At ShapeBlue we offer CloudStack infrastructure support and in doing so we rely heavily on tools such as CloudMonkey which is the official Apache CloudStack command line interface and client. CloudMonkey allows us to quickly slice and dice API outputs, and to find the issue without using the CloudStack web UI.

We use CloudMonkey to interact with different CloudStack deployments but, prior to this release,  every time we needed to interact with a new management server, we had to change the management server related options and user credentials. So we wanted to solve this problem with server profiles. With this motivation, I started a discussion thread on the CloudStack dev mailing list to work on the next CloudMonkey release and asked for any feature or improvements the users and admins would want to have in the next release, and one of the community members, Lucian, suggested this feature as well.

So, we implemented support for multiple server profiles in CloudMonkey that would allow a user to toggle between multiple server specific configurations using a single command while having different servers configurations stored in the same CloudMonkey configuration file in separate sections. The latest release of CloudMonkey 5.2.0 was shipped with this feature among other improvements and bugfixes.

Using CloudMonkey 5.2.0

To get started, install python and pip, then install CloudMonkey:

    $ pip install cloudmonkey

If you’re an existing user, please upgrade CloudMonkey:

    $ pip install --upgrade cloudmonkey

Now, launch CloudMonkey and you’ll see something like the following:

cloudmonkey-start

If no “profile” is found in the config, CloudMonkey creates and uses a default profile by the name “local” with default values. To create a server profile, you run a “set profile ” command which creates a new section profile section in the config file with the given name and sets default values for other options such as url, username, password etc.
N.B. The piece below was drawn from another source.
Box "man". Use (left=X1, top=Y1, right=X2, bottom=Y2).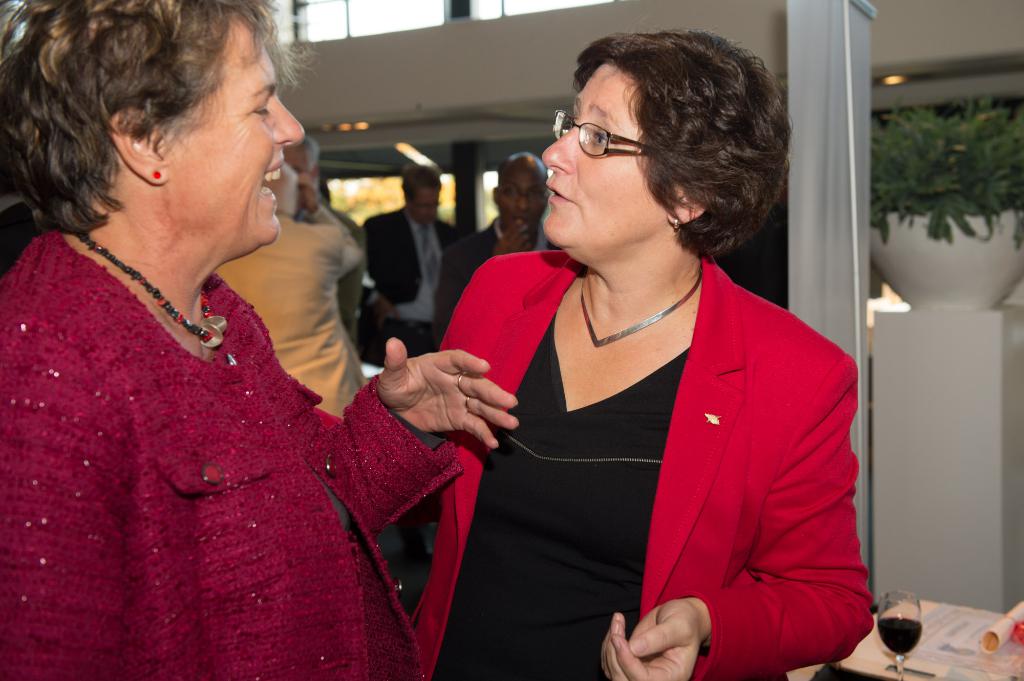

If a profile already exists with provided name, it’s simply loaded from the configuration file. Any “set” command for options such as url, username, password, apikey, secretkey etc. will set these options only on the current server profile. The following screenshot illustrates the default server profile “[local]” in the CloudMonkey config:

cloudmonkey-server-profile

 Hope you’ll find the latest release of CloudMonkey and this feature useful!

About the author

Rohit Yadav is a Software Architect at ShapeBlue and an Apache CloudStack committer. He is the author and maintainer of CloudMonkey, and has contributed and worked on various parts of CloudStack such as API layer, authentication, database, accounts, KVM, virtual router, systemvms, maven build system. He was also behind DevCloud2, API discovery service, and  developed methods to build and export systemvms using VirtualBox.